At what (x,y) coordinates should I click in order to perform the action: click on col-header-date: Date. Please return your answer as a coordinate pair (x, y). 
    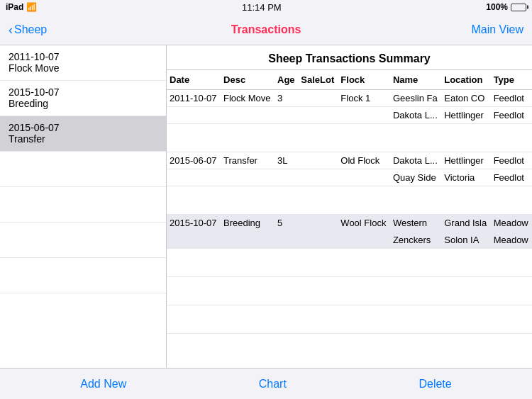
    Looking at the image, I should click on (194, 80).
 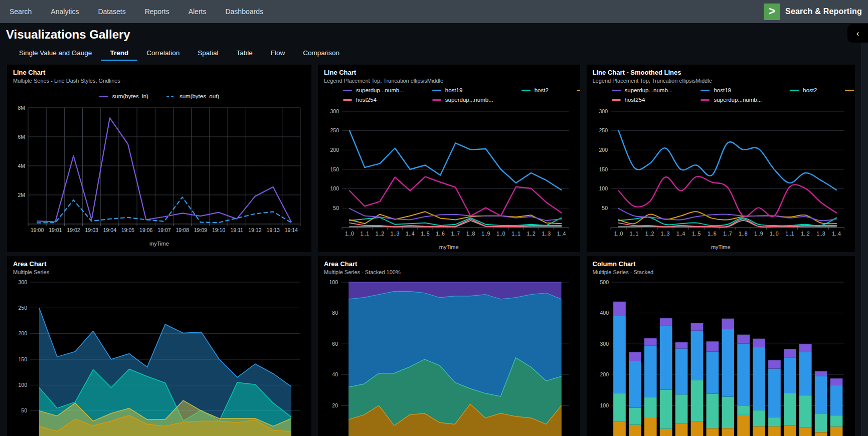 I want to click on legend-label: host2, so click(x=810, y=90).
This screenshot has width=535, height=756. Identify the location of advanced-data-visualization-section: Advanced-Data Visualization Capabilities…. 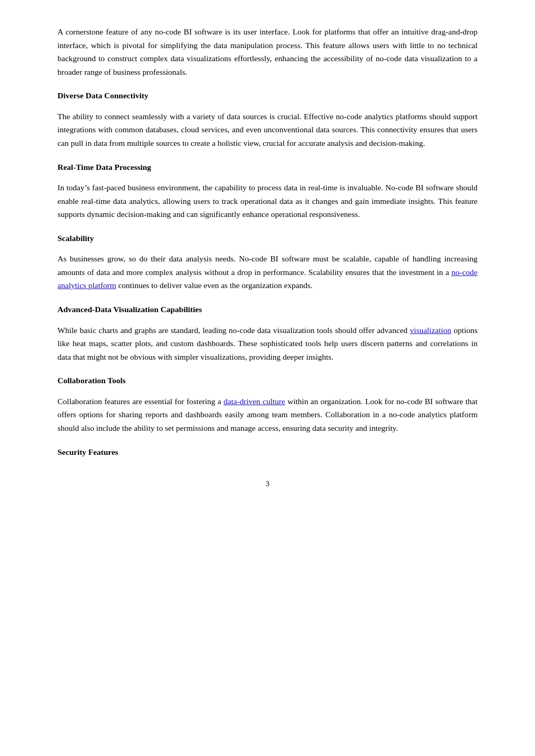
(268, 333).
+++
→ Your assignment: All records above are to be output verbatim, with their pictures omitted.

→ Written response:
At what (x,y) coordinates should I click in order to perform the action: click on col-header-date: Date. Please return your answer as a coordinate pair (x, y). 
    Looking at the image, I should click on (194, 80).
  I want to click on legend-label: host2, so click(x=810, y=90).
This screenshot has width=535, height=756. Identify the location of advanced-data-visualization-section: Advanced-Data Visualization Capabilities…. 
(268, 333).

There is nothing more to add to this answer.